All public authorities and institutions are engaged with the utmost doggedness to protect this state of things. Man or woman is by no way conceived and created by a mother, but by the health machinery, respectively the illness machinery. At first, he is still adapted to fit in, but sooner or later illness becomes manifest. And this disturbs. It gives rise to discontent. And, as known, discontent is the most effective focus of revolution. For the sick people, therefore, there can be only one appropriate respectively causal fight against their illness, namely the elimination of the illness-producing patriarchal society based on private property. … Which are the methods used by this medicine to eliminate, in the interest of the ruling class, this focus of discontent that is illness, so dangerous to the existing social order, so that the sick people won’t take any initiative at all? This begins already with the so sacredly handled medical obligation to secrecy. As known, in this society anything that involves shame, guilt and weakness is concealed. Medical obligation to secrecy, therefore, implies nothing but the fact that illness is something you should be ashamed of or feel guilty about. The mystery of the obligation to secrecy alone, that constitutes a cardinal pillar of medicine, plays an important part in the disguise of the true illness-producing causes by leading the patient to find the blame for his illness in himself. Moreover, isolating the patients from each other, it discourages them from showing solidarity and organising themselves. …

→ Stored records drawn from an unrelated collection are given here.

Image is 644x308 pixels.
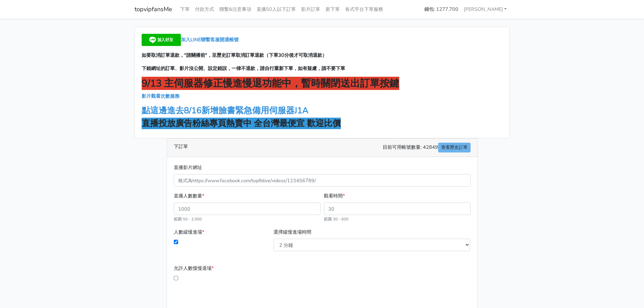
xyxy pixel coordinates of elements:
[382,142,471,153] span: 目前可用帳號數量: 42849
[298,3,323,16] a: 影片訂單
[324,192,345,200] label: 觀看時間
[323,3,342,16] a: 新下單
[438,142,471,153] a: 查看歷史訂單
[142,34,181,46] img: 加入好友
[421,3,461,16] a: 錢包: 1277.700
[142,52,327,58] strong: 如要取消訂單退款，"請關播前"，至歷史訂單取消訂單退款（下單30分後才可取消退款）
[324,202,471,215] input: 30
[324,216,349,222] small: 範圍 30 - 600
[173,164,202,171] label: 直播影片網址
[142,93,180,99] a: 影片觀看次數服務
[167,138,477,157] div: 下訂單
[342,3,386,16] a: 各式平台下單服務
[134,3,172,16] a: topvipfansMe
[254,3,298,16] a: 直播50人以下訂單
[173,202,320,215] input: 1000
[173,264,214,272] label: 允許人數慢慢退場
[173,174,471,186] input: 格式為https://www.facebook.com/topfblive/videos/123456789/
[142,118,341,129] strong: 直播投放廣告粉絲專頁熱賣中 全台灣最便宜 歡迎比價
[424,6,458,12] strong: 錢包: 1277.700
[142,105,308,116] a: 點這邊進去8/16新增臉書緊急備用伺服器J1A
[216,3,254,16] a: 聯繫&注意事項
[177,3,192,16] a: 下單
[173,216,202,222] small: 範圍 50 - 2,000
[142,77,399,90] strong: 9/13 主伺服器修正慢進慢退功能中，暫時關閉送出訂單按鍵
[142,36,238,43] a: 加入LINE聯繫客服開通帳號
[461,3,510,16] a: [PERSON_NAME]
[173,192,204,200] label: 直播人數數量
[192,3,216,16] a: 付款方式
[273,228,311,236] label: 選擇緩慢進場時間
[173,228,204,236] label: 人數緩慢進場
[142,65,345,72] strong: 下錯網址的訂單、影片沒公開、設定錯誤，一律不退款，請自行重新下單，如有疑慮，請不要下單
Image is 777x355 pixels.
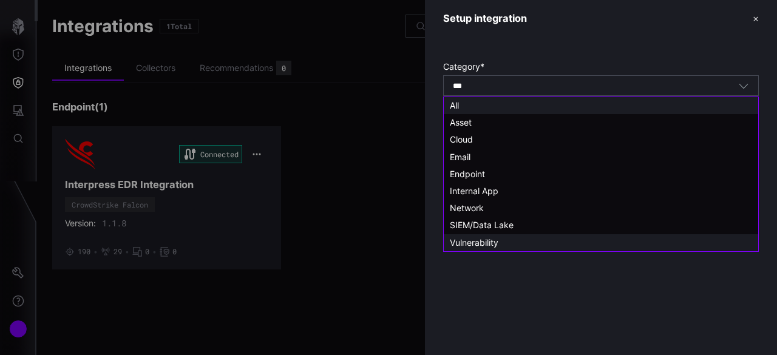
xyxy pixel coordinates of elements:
span: Email [450,152,470,162]
span: Asset [450,117,471,127]
span: Cloud [450,134,473,144]
span: Endpoint [450,169,485,179]
span: Internal App [450,186,498,196]
h3: Setup integration [443,12,527,25]
button: Toggle options menu [738,80,749,91]
span: SIEM/Data Lake [450,220,513,230]
span: Vulnerability [450,237,498,248]
button: ✕ [752,12,758,25]
label: Category * [443,61,758,72]
span: Network [450,203,484,213]
span: All [450,100,459,110]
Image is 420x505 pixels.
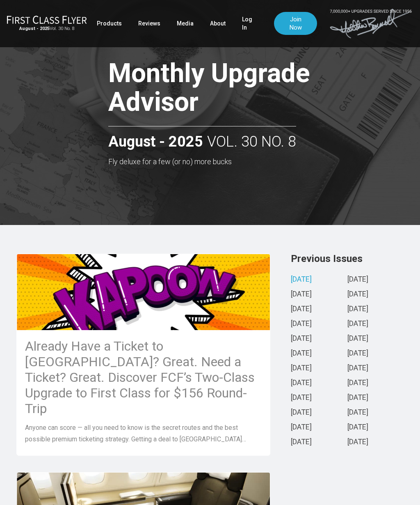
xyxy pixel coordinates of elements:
[108,134,203,151] strong: August - 2025
[7,26,87,31] small: Vol. 30 No. 8
[291,305,312,313] a: [DATE]
[347,393,369,402] a: [DATE]
[347,320,369,328] a: [DATE]
[347,290,369,299] a: [DATE]
[291,423,312,432] a: [DATE]
[347,438,369,447] a: [DATE]
[291,290,312,299] a: [DATE]
[347,364,369,373] a: [DATE]
[138,16,161,31] a: Reviews
[291,438,312,447] a: [DATE]
[291,379,312,387] a: [DATE]
[347,305,369,313] a: [DATE]
[25,338,262,416] h3: Already Have a Ticket to [GEOGRAPHIC_DATA]? Great. Need a Ticket? Great. Discover FCF’s Two-Class...
[347,335,369,343] a: [DATE]
[176,16,194,31] a: Media
[347,409,369,417] a: [DATE]
[347,349,369,358] a: [DATE]
[7,15,87,24] img: First Class Flyer
[7,15,87,31] a: First Class FlyerAugust - 2025Vol. 30 No. 8
[19,26,50,31] strong: August - 2025
[291,409,312,417] a: [DATE]
[291,364,312,373] a: [DATE]
[291,393,312,402] a: [DATE]
[291,349,312,358] a: [DATE]
[347,423,369,432] a: [DATE]
[291,275,312,284] a: [DATE]
[97,16,122,31] a: Products
[291,320,312,328] a: [DATE]
[108,126,296,151] h2: Vol. 30 No. 8
[25,422,262,445] p: Anyone can score — all you need to know is the secret routes and the best possible premium ticket...
[108,59,339,120] h1: Monthly Upgrade Advisor
[347,379,369,387] a: [DATE]
[291,335,312,343] a: [DATE]
[274,12,317,35] a: Join Now
[108,157,339,166] h3: Fly deluxe for a few (or no) more bucks
[291,254,404,263] h3: Previous Issues
[210,16,226,31] a: About
[347,275,369,284] a: [DATE]
[242,12,258,35] a: Log In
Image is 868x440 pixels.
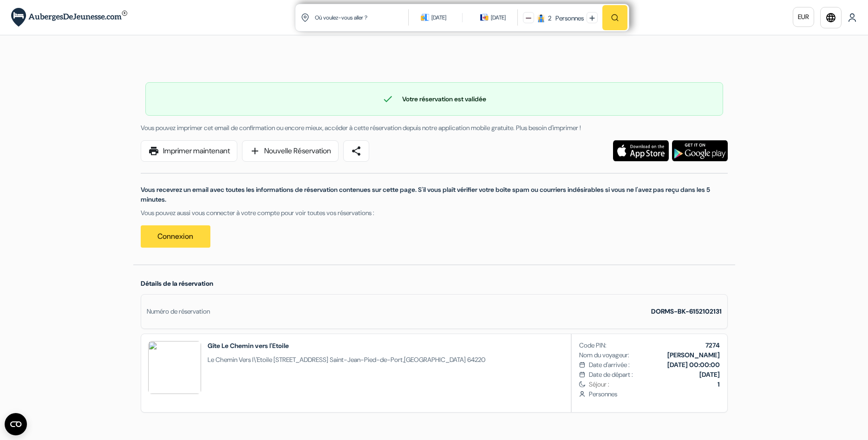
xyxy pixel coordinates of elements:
[678,9,859,176] iframe: Dialoogvenster Inloggen met Google
[351,145,362,157] span: share
[141,123,581,132] span: Vous pouvez imprimer cet email de confirmation ou encore mieux, accéder à cette réservation depui...
[589,370,633,380] span: Date de départ :
[432,13,446,22] div: [DATE]
[537,14,546,22] img: guest icon
[579,340,607,350] span: Code PIN:
[589,380,719,389] span: Séjour :
[651,307,722,316] strong: DORMS-BK-6152102131
[589,389,719,399] span: Personnes
[548,14,551,23] div: 2
[301,14,309,22] img: location icon
[330,355,403,364] span: Saint-Jean-Pied-de-Port
[343,141,369,161] a: share
[672,141,728,161] img: Téléchargez l'application gratuite
[148,341,201,394] img: VjAAPlFkAToOOlY5
[467,355,485,364] span: 64220
[821,7,841,28] a: language
[314,6,410,29] input: Ville, université ou logement
[242,141,338,161] a: addNouvelle Réservation
[147,306,210,316] div: Numéro de réservation
[421,13,429,22] img: calendarIcon icon
[208,355,485,364] span: ,
[382,93,393,105] span: check
[491,13,506,22] div: [DATE]
[141,185,728,205] p: Vous recevrez un email avec toutes les informations de réservation contenues sur cette page. S'il...
[668,351,720,359] b: [PERSON_NAME]
[250,145,261,157] span: add
[613,141,669,161] img: Téléchargez l'application gratuite
[700,370,720,378] b: [DATE]
[553,14,584,23] div: Personnes
[141,208,728,218] p: Vous pouvez aussi vous connecter à votre compte pour voir toutes vos réservations :
[579,350,629,360] span: Nom du voyageur:
[589,360,630,370] span: Date d'arrivée :
[706,341,720,349] b: 7274
[526,15,531,21] img: minus
[146,93,723,105] div: Votre réservation est validée
[404,355,466,364] span: [GEOGRAPHIC_DATA]
[480,13,489,22] img: calendarIcon icon
[148,145,159,157] span: print
[668,361,720,369] b: [DATE] 00:00:00
[5,413,27,435] button: CMP-Widget öffnen
[141,225,210,248] a: Connexion
[208,355,329,364] span: Le Chemin Vers l\'Etoile [STREET_ADDRESS]
[141,141,237,161] a: printImprimer maintenant
[718,380,720,388] b: 1
[589,15,595,21] img: plus
[208,341,485,350] h2: Gîte Le Chemin vers l'Etoile
[793,7,814,27] a: EUR
[11,8,127,27] img: AubergesDeJeunesse.com
[141,279,213,287] span: Détails de la réservation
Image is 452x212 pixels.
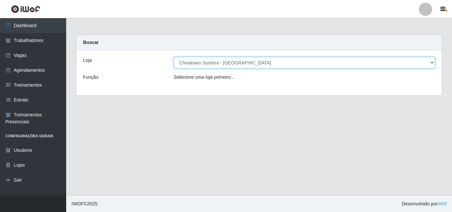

The sick one, from whom is taken away everything he produces in the production process, is now by the ruling medicine also robbed of his illness and so he is also deprived of the possibility of recognising his own powerlessness that is the general societal context. This has developed to the extent that, in the end, he is even deprived of the right to decide over his own body. The already all-too-well-known experiments on humans prove it. The patient becomes literally a serf. Already wrecked he enters the clinic and there he is mutilated completely. At first they fiddle around with his body and exchange a few stereotyped phrases with him, which already initiate his dismemberment (anamnesis, weight, appetite, sleep, stool etc.). Then his disintegration is continued in the urine lab, blood lab, by X-ray, ECG, etc. This dismemberment, however, is indispensable for the division of labour in the capitalist valorisation and exploitation process. Because the general societal context must not be comprehended. What should become a human being, becomes a debris field. In the technical jargon, this is called healing. Because all of this is done for the heal of capitalism. That the health care system has become a central pillar of the system and that the self-organisation of the patients is extremely dangerous to this system is demonstrated alone by the panic that the executive board of the clinic, the hospital management and the Ministry of the Interior were seized with, when the patients, recognising these connections, had engaged in political activity. The expulsion of the patients from the psychiatric polyclinic, the termination of the employment without notice and the ban on entering the clinic for a doctor were the effects. Only the organisation of the sick and their permanent collective struggle against the illness-producing society can front causally what subjectively appears as disturbing and annoying symptoms of illness. Because only by this practice the patient can effectively counteract the process of enforced dismemberment.


Socialist Patients’ Collective, July 6, 1970

 

Translation: MFE Greece, MFE craencStw

Patients’ Front / Socialist Patients’ Collective, PF/SPK(H), 02.11.2017

 

The State of the World Is Illness. What Is to Be Done?

The Complete Concept of Illness

What we wanted to revolutionise so far?
Answer: the revolution, from our first beginnings up to the present day.